What this MCCB carries — and what it means for the panel
The Siemens 3VA2110-7MN32-0DA0 is a SENTRON molded case circuit breaker (MCCB) in a motor protection configuration, rated 100 A continuous current (Iu) with an ETU350M electronic trip unit. That trip unit gives you adjustable overload and short-circuit protection curves, plus phase failure detection — so it catches a lost phase before the motor cooks. The 3-pole construction handles three-phase loads, and the 800 V rated insulation voltage (Ui) means it's comfortable on 690 V systems without derating the insulation path. Breaking capacity is the headline number that decides whether this breaker survives a bolted fault.
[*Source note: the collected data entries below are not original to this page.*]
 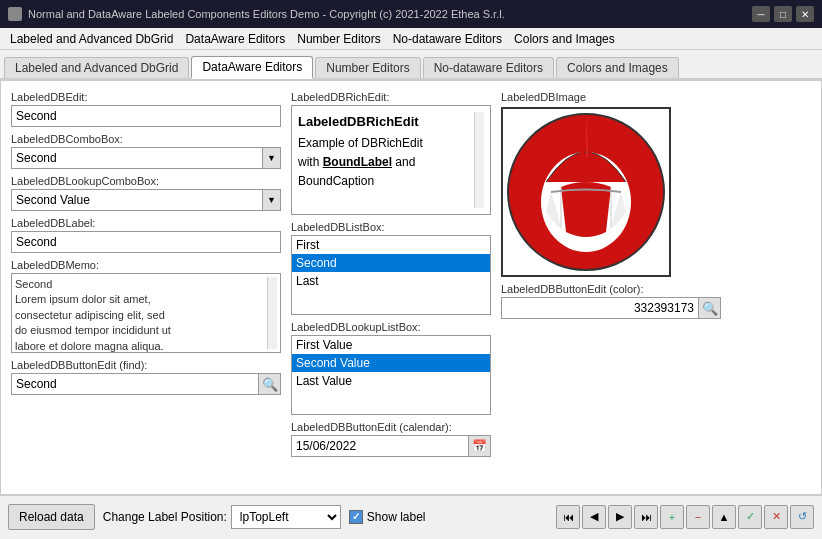 I want to click on db-lookup-combo-input, so click(x=137, y=200).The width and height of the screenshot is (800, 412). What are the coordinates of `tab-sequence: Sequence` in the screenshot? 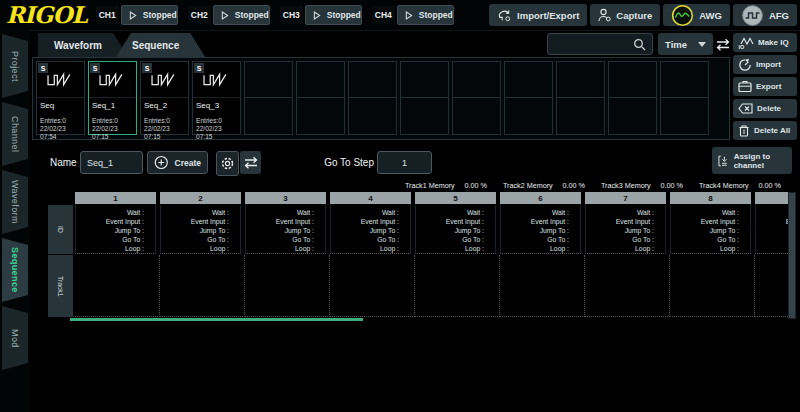 It's located at (160, 45).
At 240 V it interrupts 330 kA; at 415 V and 440 V it holds 242 kA; at 500 V it's 187 kA; at 690 V it drops to 52.5 kA. Those are the values that tell you whether the MCCB coordinates with upstream gear — if your available fault current at the panel exceeds those numbers, the breaker won't clear the fault and you get cascade failure. The 330 kA at 240 V is typical for large transformer secondaries or generator paralleling gear. Thermal derating is where most spec sheets get ignored and panels get hot. This breaker carries a full 100 A from 40 °C through 50 °C. At 55 °C it's 96 A, at 60 °C it's 94 A, at 65 °C it's 92 A, and at 70 °C it's 90 A. If your enclosure ambient runs above 50 °C — say a crowded panel with drives — you need to account for that 10 A drop. The maximum power loss of 75 W also contributes to internal heat rise; factor that into your thermal simulation.
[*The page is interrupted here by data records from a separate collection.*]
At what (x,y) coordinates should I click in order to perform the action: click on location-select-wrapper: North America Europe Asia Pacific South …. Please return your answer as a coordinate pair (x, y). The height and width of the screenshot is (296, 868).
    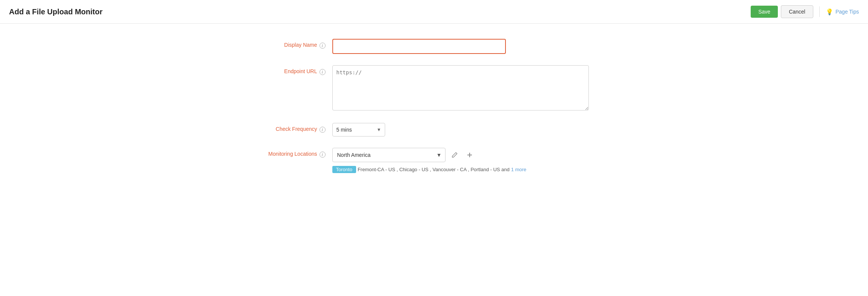
    Looking at the image, I should click on (389, 155). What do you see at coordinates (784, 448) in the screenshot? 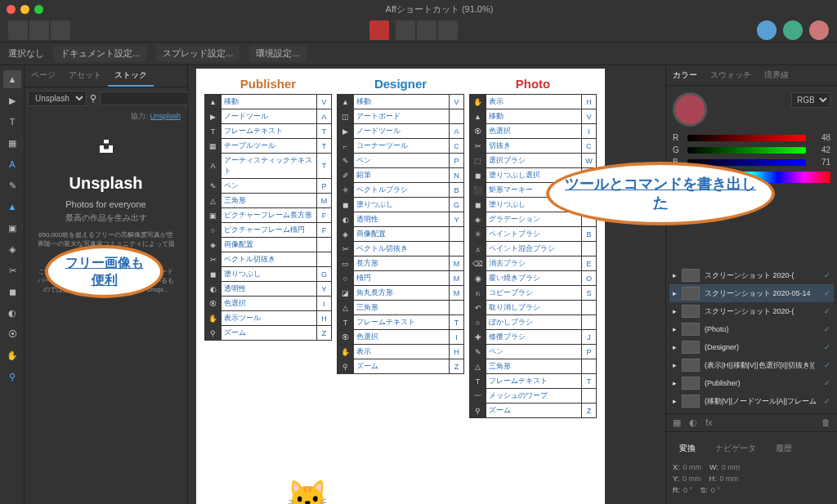
I see `tab-history: 履歴` at bounding box center [784, 448].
Physical fit and panel integration
Dimensions are 86 mm deep, 105 mm wide, 181 mm high. That's a standard SENTRON 3VA2 frame footprint — it mounts on a DIN rail or can be screw-fixed to a backplate. The width is the critical dimension for multi-breaker spacing in a distribution block; 105 mm per pole set means three of these side-by-side eat 315 mm of rail. No auxiliary contacts are fitted from the factory (auxiliary contact version is listed as without), so if you need status feedback to a PLC, you'll add the 3VA9608-0BB25 auxiliary trip block separately.
What it protects and how it communicates
The ETU350M trip unit is the electronic brain. It's a motor protection variant, which means it includes phase failure detection — a common cause of single-phasing on three-phase motors. It does not have a communication function (no Modbus, no PROFIBUS), so all settings are local via the trip unit dials. The mechanical endurance is rated at 20 000 operations — that's the latching endurance, not the electrical switching life under load. For frequent switching applications, you'd want a contactor ahead of this breaker; the MCCB is the protection device, not a switching device. Operating temperature range is -25 °C to 70 °C, storage range is -40 °C to 80 °C. The storage range is wider because the breaker isn't dissipating heat when stored — that's the handling limit, not the running limit. No trip indicator and no voltage trigger are fitted; the undervoltage release is the only integrated auxiliary release. Ground fault monitoring is not included, so if you need GF protection, you'll need an external module or a different variant.